Mumbai: IIT Graduates' Advocacy Organisation (IGAO), a group formed by former IITians, has filed a PIL in the Bombay High Court on discrepancies between the official data of Government of India and the ‘real' number of toilets in the schools of Akola district, Maharashtra.
The group, with former IITians as members, now has a seven-member steering committee across the world. Its president Dr Jayant Sathaye, a member of the Nobel Prize winning team on climate change in 2008, is based in Berkeley, US. Dr Shashi Enarth, its policy expert contributes from Hyderabad. The group's executive vice-president Sharad Wagle heads the India chapter from Mumbai.

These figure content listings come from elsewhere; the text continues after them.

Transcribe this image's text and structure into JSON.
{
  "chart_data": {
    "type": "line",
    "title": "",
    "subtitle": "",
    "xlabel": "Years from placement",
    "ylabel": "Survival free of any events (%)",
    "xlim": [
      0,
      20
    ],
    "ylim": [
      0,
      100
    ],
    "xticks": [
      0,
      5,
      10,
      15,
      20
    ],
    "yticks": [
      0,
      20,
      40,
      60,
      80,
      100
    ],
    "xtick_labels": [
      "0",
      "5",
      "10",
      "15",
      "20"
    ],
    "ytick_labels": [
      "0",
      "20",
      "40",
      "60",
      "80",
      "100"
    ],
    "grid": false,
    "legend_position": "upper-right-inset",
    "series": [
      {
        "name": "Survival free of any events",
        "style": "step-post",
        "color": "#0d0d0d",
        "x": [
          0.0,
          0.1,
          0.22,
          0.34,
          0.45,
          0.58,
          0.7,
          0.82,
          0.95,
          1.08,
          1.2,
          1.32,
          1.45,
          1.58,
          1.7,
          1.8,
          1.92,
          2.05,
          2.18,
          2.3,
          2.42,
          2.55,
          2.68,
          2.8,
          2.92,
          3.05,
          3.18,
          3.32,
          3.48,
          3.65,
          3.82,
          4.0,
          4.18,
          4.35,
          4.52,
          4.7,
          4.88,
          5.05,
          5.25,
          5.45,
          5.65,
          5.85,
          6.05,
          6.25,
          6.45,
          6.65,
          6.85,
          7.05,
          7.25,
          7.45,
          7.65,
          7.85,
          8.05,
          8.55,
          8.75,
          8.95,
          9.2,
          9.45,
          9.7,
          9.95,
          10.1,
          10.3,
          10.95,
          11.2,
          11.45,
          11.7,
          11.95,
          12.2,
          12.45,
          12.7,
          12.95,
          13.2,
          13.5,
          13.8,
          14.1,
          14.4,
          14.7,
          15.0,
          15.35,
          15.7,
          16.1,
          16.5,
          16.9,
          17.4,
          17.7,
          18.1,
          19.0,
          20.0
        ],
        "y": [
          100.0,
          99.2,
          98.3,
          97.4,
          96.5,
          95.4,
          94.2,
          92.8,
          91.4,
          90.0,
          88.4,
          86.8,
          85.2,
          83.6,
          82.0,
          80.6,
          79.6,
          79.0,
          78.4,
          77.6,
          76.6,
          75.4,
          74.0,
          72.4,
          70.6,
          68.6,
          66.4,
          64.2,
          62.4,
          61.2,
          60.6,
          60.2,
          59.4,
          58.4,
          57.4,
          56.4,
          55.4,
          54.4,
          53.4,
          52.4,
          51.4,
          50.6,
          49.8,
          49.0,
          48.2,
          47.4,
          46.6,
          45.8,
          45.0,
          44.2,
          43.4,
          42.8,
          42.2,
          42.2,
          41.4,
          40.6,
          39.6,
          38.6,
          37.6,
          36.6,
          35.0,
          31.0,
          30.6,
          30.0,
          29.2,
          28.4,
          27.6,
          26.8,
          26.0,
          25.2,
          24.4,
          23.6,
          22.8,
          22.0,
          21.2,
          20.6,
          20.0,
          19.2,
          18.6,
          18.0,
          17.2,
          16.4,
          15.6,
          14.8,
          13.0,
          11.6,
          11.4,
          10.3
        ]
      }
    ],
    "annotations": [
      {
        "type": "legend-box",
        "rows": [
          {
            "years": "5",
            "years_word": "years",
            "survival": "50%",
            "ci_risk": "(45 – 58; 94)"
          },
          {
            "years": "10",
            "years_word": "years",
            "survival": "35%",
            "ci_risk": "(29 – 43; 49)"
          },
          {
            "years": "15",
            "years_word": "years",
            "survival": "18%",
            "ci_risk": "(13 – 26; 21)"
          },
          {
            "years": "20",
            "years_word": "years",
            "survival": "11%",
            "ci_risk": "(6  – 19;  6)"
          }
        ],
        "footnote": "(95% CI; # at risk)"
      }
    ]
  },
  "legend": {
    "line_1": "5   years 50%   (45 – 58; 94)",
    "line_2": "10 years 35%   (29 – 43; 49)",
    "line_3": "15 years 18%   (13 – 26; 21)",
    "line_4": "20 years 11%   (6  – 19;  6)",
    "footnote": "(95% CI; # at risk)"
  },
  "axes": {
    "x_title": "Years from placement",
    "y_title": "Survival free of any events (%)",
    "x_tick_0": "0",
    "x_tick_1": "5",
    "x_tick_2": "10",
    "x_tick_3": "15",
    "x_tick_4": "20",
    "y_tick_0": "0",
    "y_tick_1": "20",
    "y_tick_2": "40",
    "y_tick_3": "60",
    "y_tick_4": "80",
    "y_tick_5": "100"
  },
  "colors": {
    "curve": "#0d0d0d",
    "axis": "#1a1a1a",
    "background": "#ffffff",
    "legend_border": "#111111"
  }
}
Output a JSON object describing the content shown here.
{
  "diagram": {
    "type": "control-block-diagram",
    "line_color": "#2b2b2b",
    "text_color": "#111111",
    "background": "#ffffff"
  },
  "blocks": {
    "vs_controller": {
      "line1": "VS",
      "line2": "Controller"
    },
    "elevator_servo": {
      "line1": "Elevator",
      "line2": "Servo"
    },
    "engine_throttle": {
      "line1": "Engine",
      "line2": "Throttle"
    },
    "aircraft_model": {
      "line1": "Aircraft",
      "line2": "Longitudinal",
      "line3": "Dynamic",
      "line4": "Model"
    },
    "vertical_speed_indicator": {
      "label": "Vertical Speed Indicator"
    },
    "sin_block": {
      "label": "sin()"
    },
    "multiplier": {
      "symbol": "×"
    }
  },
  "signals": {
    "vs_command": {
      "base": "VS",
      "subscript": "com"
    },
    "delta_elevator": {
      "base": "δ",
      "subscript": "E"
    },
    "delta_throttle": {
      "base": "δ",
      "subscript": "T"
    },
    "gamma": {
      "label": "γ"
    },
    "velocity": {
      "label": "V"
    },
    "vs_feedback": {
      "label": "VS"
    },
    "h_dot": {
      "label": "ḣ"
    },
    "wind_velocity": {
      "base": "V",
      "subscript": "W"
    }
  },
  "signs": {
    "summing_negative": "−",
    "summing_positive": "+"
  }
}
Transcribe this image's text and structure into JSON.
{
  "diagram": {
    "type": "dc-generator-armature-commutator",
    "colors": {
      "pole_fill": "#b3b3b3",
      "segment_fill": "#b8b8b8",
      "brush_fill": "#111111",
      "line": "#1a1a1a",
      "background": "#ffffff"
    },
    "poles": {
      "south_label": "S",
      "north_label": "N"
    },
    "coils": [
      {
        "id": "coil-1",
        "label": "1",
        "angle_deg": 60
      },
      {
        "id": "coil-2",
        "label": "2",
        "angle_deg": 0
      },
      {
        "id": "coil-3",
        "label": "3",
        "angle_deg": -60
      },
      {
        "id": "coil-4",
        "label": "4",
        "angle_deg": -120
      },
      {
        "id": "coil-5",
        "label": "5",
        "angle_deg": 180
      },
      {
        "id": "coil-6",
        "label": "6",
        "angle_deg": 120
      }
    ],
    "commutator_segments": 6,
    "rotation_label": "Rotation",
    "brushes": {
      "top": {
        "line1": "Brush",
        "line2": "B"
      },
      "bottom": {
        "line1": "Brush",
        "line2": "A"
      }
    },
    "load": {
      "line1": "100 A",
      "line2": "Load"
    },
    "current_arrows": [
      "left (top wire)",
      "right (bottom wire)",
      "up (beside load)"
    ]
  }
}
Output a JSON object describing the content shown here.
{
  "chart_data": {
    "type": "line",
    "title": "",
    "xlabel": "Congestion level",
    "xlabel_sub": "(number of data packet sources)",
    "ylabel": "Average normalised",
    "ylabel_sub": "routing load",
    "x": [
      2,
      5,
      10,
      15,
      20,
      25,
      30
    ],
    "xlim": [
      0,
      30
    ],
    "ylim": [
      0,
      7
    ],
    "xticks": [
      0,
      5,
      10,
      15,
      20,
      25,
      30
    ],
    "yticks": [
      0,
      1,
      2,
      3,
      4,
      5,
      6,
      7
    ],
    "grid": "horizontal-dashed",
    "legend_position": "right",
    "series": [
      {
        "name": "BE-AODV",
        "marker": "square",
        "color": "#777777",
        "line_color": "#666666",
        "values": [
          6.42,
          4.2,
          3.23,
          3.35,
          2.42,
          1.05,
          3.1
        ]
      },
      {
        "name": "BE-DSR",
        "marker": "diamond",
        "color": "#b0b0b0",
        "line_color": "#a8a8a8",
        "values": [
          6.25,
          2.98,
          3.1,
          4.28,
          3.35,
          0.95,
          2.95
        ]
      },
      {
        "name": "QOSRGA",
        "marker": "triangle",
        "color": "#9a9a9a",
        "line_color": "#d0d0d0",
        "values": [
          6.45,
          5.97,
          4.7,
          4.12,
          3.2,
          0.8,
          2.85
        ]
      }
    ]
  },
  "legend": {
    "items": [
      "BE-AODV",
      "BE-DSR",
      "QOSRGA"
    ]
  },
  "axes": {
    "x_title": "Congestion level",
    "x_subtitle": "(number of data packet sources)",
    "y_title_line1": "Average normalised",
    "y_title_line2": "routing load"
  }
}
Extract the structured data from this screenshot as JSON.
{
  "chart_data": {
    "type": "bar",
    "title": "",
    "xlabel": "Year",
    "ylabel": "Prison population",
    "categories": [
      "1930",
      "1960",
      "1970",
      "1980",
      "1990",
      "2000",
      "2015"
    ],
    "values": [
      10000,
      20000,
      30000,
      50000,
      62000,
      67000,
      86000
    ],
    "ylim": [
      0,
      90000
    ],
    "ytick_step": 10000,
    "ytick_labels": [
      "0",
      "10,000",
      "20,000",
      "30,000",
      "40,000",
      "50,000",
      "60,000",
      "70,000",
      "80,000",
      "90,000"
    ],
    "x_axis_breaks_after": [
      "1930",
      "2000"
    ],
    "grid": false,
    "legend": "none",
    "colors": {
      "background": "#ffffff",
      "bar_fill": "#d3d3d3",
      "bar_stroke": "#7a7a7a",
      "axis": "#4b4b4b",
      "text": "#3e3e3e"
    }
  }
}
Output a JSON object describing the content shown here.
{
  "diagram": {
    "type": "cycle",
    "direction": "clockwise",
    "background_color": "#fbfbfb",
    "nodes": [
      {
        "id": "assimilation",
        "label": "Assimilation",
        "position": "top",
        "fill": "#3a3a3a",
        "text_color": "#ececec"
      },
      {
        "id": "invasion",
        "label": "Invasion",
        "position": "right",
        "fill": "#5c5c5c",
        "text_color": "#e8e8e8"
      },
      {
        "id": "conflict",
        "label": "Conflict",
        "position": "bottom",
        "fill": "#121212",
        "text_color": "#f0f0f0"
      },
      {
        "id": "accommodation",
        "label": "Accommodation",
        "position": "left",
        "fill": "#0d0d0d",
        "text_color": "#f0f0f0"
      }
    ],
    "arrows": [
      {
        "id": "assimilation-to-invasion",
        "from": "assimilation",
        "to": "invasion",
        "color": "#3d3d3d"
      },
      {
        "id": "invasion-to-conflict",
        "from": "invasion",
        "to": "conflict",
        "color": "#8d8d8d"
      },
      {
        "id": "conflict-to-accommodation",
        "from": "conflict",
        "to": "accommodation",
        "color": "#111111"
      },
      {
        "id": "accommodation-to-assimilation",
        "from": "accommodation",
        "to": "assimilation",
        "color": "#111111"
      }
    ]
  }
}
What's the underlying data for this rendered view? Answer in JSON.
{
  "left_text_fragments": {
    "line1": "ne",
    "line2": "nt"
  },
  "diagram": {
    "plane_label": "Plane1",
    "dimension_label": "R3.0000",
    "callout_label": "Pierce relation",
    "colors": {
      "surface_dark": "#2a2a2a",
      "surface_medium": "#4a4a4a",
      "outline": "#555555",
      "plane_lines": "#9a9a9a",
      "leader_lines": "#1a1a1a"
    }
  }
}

Dr Yogi Agarwal, group's committee director, found desperate need to build toilets in the schools of his home town in Akola. After studying the data IGAO found a difference between actual and official numbers of toilets in the schools and took a decision to file the PIL.
Agrawal has been working on education and water in Akola since 2000. He built 230 toilets in his village after he saw old women defecating in open in darkness.
The litigation, filed through the Human Rights Law Network, accuses the government of not complying with several orders of the Supreme Court. Citing clauses in the Bureau of Indian Standards of Basic Requirements for Water Supply, Drainage and Sanitation, the group stresses the need for one urinal for every 20 students and one drinking fountain for every 50 students.
A member of the group told a leading daily, “Data from the Zila Parishad shows one or no toilets in schools. Despite this reality, (Centre's) District Information System for Education categorises this district to have 96 per cent of schools in compliance with RTE laws. The picture would be no different in other states.”
According to the studies and estimates of the group, there is a need of about 200 million toilets in the country. The sum required to achieve that target is at least Rs 3,000 billion.
Devendra Gautam, IGAO member and an IIT Kanpur alumnus based in Delhi, says that the group's next agenda is the need for high quality primary education.
In June 2012 at Houston, Texas, the 1969 batch of IIT, Bombay, debated India and Indian education. Later on, 30 alumni formed a group IGAO to engage with policy making in India.